Nick folded the paper, wrung out one end with a rueful expression.
‘Go on,’ he said. ‘You’re burning to tell.’
Ellen brushed a toast crumb away from the corner of her mouth with her right-hand pinky.
‘I play a photographer, Marilyn Monroe. I get to go platinum. Preferably a wig. Marilyn doesn’t take great pictures, but she’s always in the right place at the right time. Plus she’s pretty – we know how many doors that opens, front and back. She carves out a career for herself, Life, Movieland, Modern Screen, all those covers. She gets invited to all the right parties, then some of the wrong ones. So there’s then a photo of the president, in flagrante. Before you know it, she’s killed.’
‘Sounds meaty to me.’
‘That’s just the half of it. There’s more. But the dialogue, Nick. It’s so corny. I don’t know why they’ve written her this way. It lessens the role.’
‘How?’
Ellen stood. She ran a hand through her brunette hair, placed another on her hip, pouted: ‘When you see some people you say, “Gee!” When you see other people you say, “Ugh!”’

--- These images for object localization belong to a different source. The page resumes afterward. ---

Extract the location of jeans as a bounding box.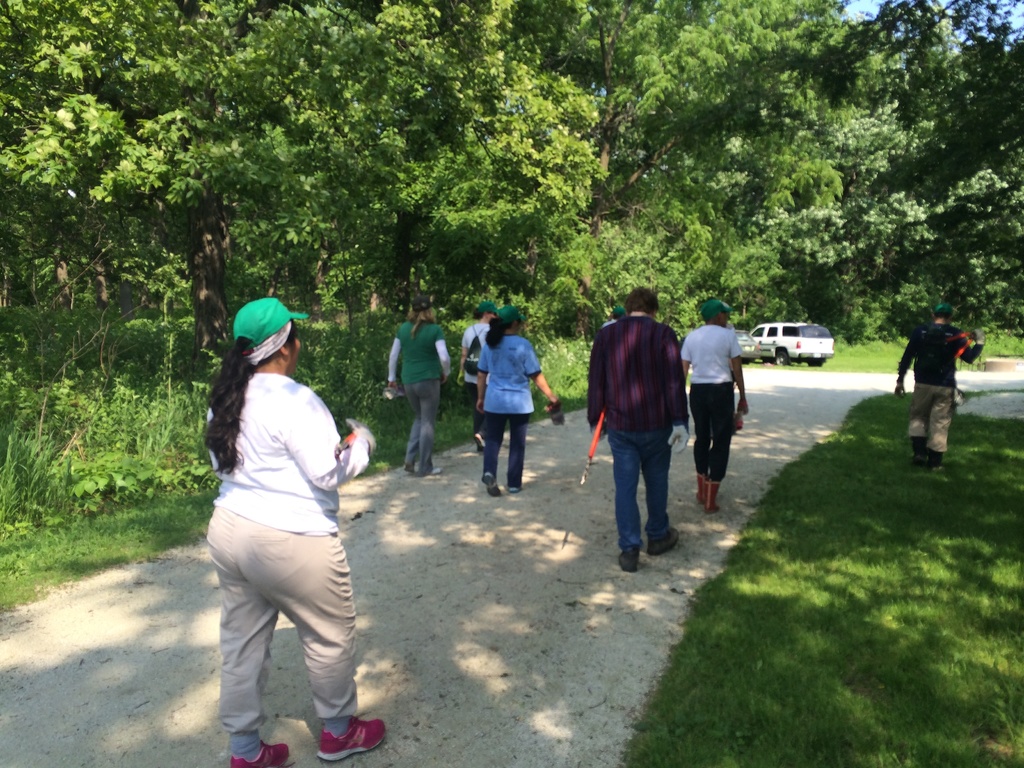
<region>396, 380, 450, 478</region>.
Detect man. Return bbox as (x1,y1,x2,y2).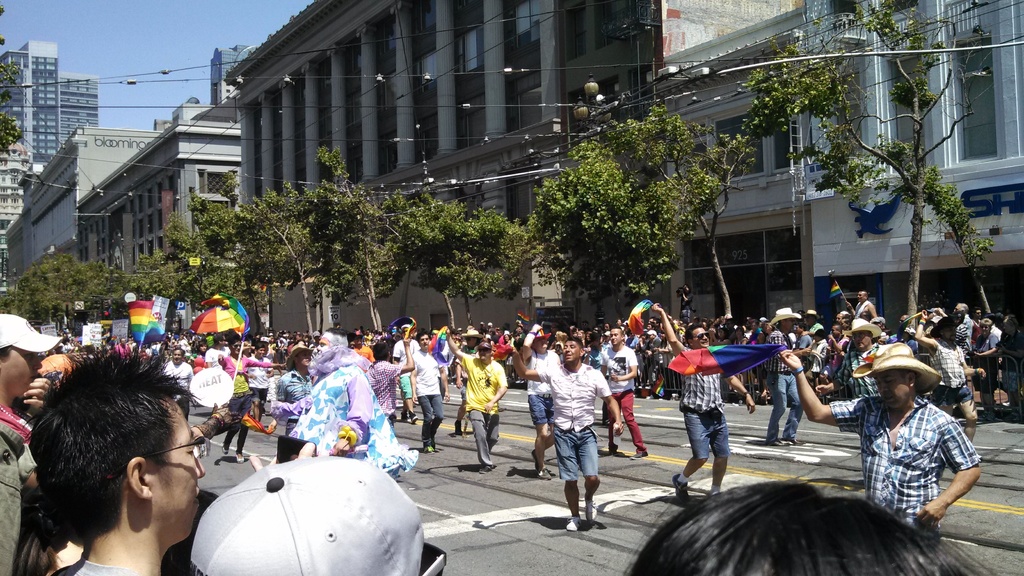
(847,291,876,317).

‘I get it. But she’s right.’
‘ She doesn’t exist. That’s Schulman.’
‘The guy with the belly?’
‘That’s the one.’
‘And does she talk like that?’
‘Like what?’
‘In the breathy guttural way you delivered that line.’
Ellen sat. ‘She’s such an actress, but she isn’t one, you know what I mean? That’s how I intend to play her.’
‘You’re an actress playing a photographer as an actress?
That doesn’t sound like acting to me, honey.’
Ellen shrugged. ‘It’s all in the method, Nick. All in the method.’
The right lung weighs 465 grams and the left 420 grams. Both lungs are moderately congested with some edema.
She swept onto the lot in her pink Lincoln Capri. A few heads went up. She was running late but they’d factored that in, shooting scenes around her. She twitched her nose, sinuses blocked and hurting. Seeds pollinated the surrounding air. She waved to Cukor then ran to her trailer. Baker was there. She held up a flesh-coloured bodystocking.
‘Have you seen this?’
Ellen shook her head. ‘What is it, a fishing net?’
‘It is if you’re the fish. It’s for the pool scene.’
Ellen laughed. ‘I am not wearing that.’
Cukor entered the trailer: ‘My way or the highway, Ellen.’
She kissed his cheek. ‘Is that why you wanted me in the picture?’
He shrugged. ‘It’s a closed set. Only the necessary crew.’
‘How necessary?’
‘It’s a pivotal scene. Entrapment. Monroe has the pictures and she wants something from Kennedy. When he arrives she’s swimming nude. You don’t want to swim nude, do you, Ellen? I know you crave authenticity.’
‘I don’t remember this scene in the script.’
‘Schulman’s rewriting daily.’
‘One hand on the table, one under it.’
Cukor barked a laugh. ‘C’mon, Ellen. This picture will make you.’
‘The Girl With The Horizontal Walk? I’m already made, thank you. Now I’ll be typecast.’
Cukor touched her arm. ‘It is what it is.’ He put one foot on the trailer step. ‘They’ve agreed the wig,’ he said. ‘It’s in the box. On set in an hour.’
Ellen watched the door close. She turned to Baker. ‘Some day we’ll have equal rights.’